The overwhelming majority of major energy companies, however, has shown far too few signs of transitioning to low-carbon projects. The fossil fuel industry collectively spends more than $600 billion per year exploring for new hydrocarbons and, in some cases, very significant amounts of money on climate denial, lobbying Congress to maintain fossil fuel subsidies and other efforts that work against the needed and feasible clean-energy transition. These companies are publicly traded and investor-owned, supported in large part by institutional investors like UC Berkeley and the University of California.

Instead of funding the problem, we should be investing in solutions that at once aid the transition to a low-carbon economy and grow our university’s bottom line. There is no lack of financially and environmentally sustainable reinvestment opportunities; as of yet, there is only a lack of leadership.

UC Berkeley has played a vital role as a leader in financial and social accountability. When other institutions refused, the campus listened to its students and the international calls for divestment from companies tied to grave social harm and injustice. As was similarly expressed during the South Africa, Sudan and tobacco divestment campaigns, students at UC Berkeley believe that their campus’s investments should reflect its values of social responsibility and environmental sustainability.

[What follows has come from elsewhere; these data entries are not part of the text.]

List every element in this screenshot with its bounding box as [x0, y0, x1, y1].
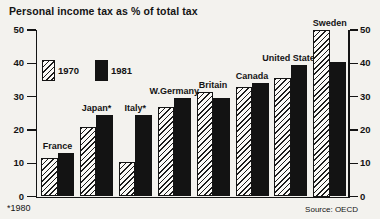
y-tick-left-50: [27, 29, 36, 31]
bar-1981-canada: [252, 83, 269, 196]
y-tick-label-left-20: 20: [2, 124, 24, 136]
legend-swatch-1981: [95, 60, 108, 81]
bar-1981-france: [58, 153, 75, 196]
country-label-britain: Britain: [199, 80, 228, 90]
country-label-japan: Japan*: [82, 103, 112, 113]
y-tick-right-30: [350, 96, 359, 98]
chart-title: Personal income tax as % of total tax: [9, 5, 198, 17]
bar-1970-britain: [197, 92, 214, 197]
y-tick-label-right-0: 0: [360, 191, 365, 203]
y-tick-right-40: [350, 63, 359, 65]
chart-panel: Personal income tax as % of total tax 19…: [0, 0, 380, 219]
bar-1970-italy: [119, 162, 136, 197]
bar-1981-sweden: [330, 62, 347, 197]
bar-1970-united-states: [274, 78, 291, 196]
bar-1981-italy: [135, 115, 152, 197]
country-label-united-states: United States: [262, 53, 320, 63]
x-axis-baseline: [36, 197, 350, 199]
bar-1981-w-germany: [174, 98, 191, 196]
y-tick-left-20: [27, 129, 36, 131]
legend-label-1970: 1970: [58, 65, 79, 76]
y-tick-label-right-50: 50: [360, 24, 371, 36]
source-credit: Source: OECD: [0, 205, 358, 214]
country-label-canada: Canada: [236, 71, 269, 81]
bar-1970-japan: [80, 127, 97, 197]
country-label-italy: Italy*: [125, 103, 147, 113]
y-tick-label-right-20: 20: [360, 124, 371, 136]
y-tick-left-10: [27, 163, 36, 165]
bar-1981-japan: [96, 115, 113, 197]
bar-1970-w-germany: [158, 107, 175, 197]
bar-1970-sweden: [313, 30, 330, 197]
y-tick-label-right-40: 40: [360, 57, 371, 69]
y-tick-label-right-10: 10: [360, 157, 371, 169]
legend-label-1981: 1981: [111, 65, 132, 76]
bar-1981-britain: [213, 98, 230, 196]
bar-1981-united-states: [291, 65, 308, 197]
y-tick-left-40: [27, 63, 36, 65]
y-tick-right-20: [350, 129, 359, 131]
y-axis-right: [348, 30, 350, 198]
y-tick-right-10: [350, 163, 359, 165]
y-tick-label-left-30: 30: [2, 91, 24, 103]
y-tick-right-0: [350, 196, 359, 198]
y-tick-label-left-0: 0: [2, 191, 24, 203]
y-tick-label-left-40: 40: [2, 57, 24, 69]
y-tick-right-50: [350, 29, 359, 31]
bar-1970-canada: [236, 87, 253, 197]
y-tick-label-left-50: 50: [2, 24, 24, 36]
y-tick-left-30: [27, 96, 36, 98]
country-label-w-germany: W.Germany: [149, 86, 199, 96]
bar-1970-france: [41, 158, 58, 196]
y-axis-left: [36, 30, 38, 198]
y-tick-left-0: [27, 196, 36, 198]
country-label-sweden: Sweden: [313, 18, 347, 28]
y-tick-label-right-30: 30: [360, 91, 371, 103]
legend-swatch-1970: [42, 60, 55, 81]
y-tick-label-left-10: 10: [2, 157, 24, 169]
country-label-france: France: [43, 141, 73, 151]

In the case of fossil fuel investments, divesting is not only the moral thing to do but is also financially prudent. As fossil fuel companies continue expanding their search for more hydrocarbons, the world’s carbon budget is shrinking. From Canadian tar sands to shale oil, the ”bottom of the barrel” is proving to be increasingly dirty. When government regulation aligns with this reality — and it must — the vast majority of reserves will have to stay in the ground unburned, rendering them stranded assets. Remaining invested in fossil fuels is a bad bet all around.

With a new chancellor at UC Berkeley and a new UC president, both of whom are leaders in clean energy and climate protection, divestment at UC Berkeley and across the UC system will send a resounding message that the university takes all facets of its leadership position seriously. It will also encourage other institutions to do the same and build pressure for regional and global climate action.

As a faculty member who understands deeply the challenge climate change poses and the urgency with which action must be taken, I call on my fellow faculty to stand with the students of Fossil Free Cal and Fossil Free UC in calling on Chancellor Dirks, President Napolitano and the president of the Berkeley Foundation to be on the right side of history by moving our endowments away from fossil fuels and reinvesting in a sustainable future. Visit fossilfreecal.org and sign on if you are as concerned as I am.

The views expressed here belong solely to the author of this entry and are not representative of the position of the Energy and Resources Group, UC Berkeley.